Why $.99 Will Bring in More Revenue than $1.99
You may use this content (better still, argue with me!), but please cite my ideas as © 2005, Dr. Bruce Klopfenstein. Best viewed in Firefox.
My glorious students at the University of Georgia are finishing their final projects, most of them are iTV simulations. Lucky me gets to learn from the students what's hot and off the web-beaten trail. While tooling around today, I stumbled across a webcast by Steve Jobs touting the new video iPod. The audience sounded like Apple enthusiasts, but I noticed in watching the webcast how loud the applause was for downloading a song for $.99 and the complete lack of applause for downloading a music video for $1.99. Once again, reverting to an old submission to the Journal of Anectdotal Evidence, I have believed that the economic gains of lowering the price of pay-per-view movies would have meant far more customers using the service than ever have.
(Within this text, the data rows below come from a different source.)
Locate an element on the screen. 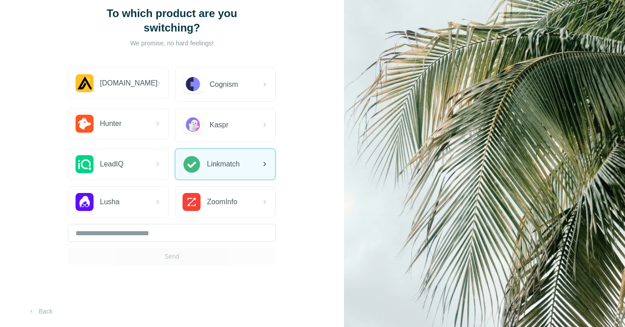 Image resolution: width=625 pixels, height=327 pixels. span: Hunter is located at coordinates (111, 124).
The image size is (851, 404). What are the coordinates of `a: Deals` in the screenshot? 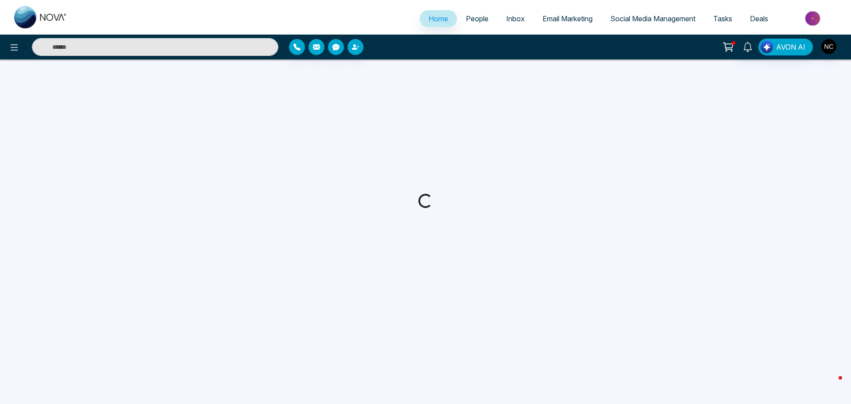 It's located at (759, 19).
We will be able to test that theory as IPTV comes along and may well offer movies for $1.99 or less. There is something about $.99 that makes it sound almost free. If I were selling songs, I'd rather sell 1,000,000 copies of one song at $.99 than 200,000 songs at $1.99. In addition, songs at $.99 probably translate into fewer attempts at piracy than would be the case for the song priced at $1.99. Of course, I would also be willing to watch a 10 second ad, once, in return for a "free" song.
What do you think?
Update from 14 December 2005: I discovered a poll publised in Multichannel News that showed the following:
Will other cable operators and programmers jump on the 99-cent VOD bandwagon?
84% of respondents said yes, 16% said no. Gee, and I didn't even get my crack at telling them to do this.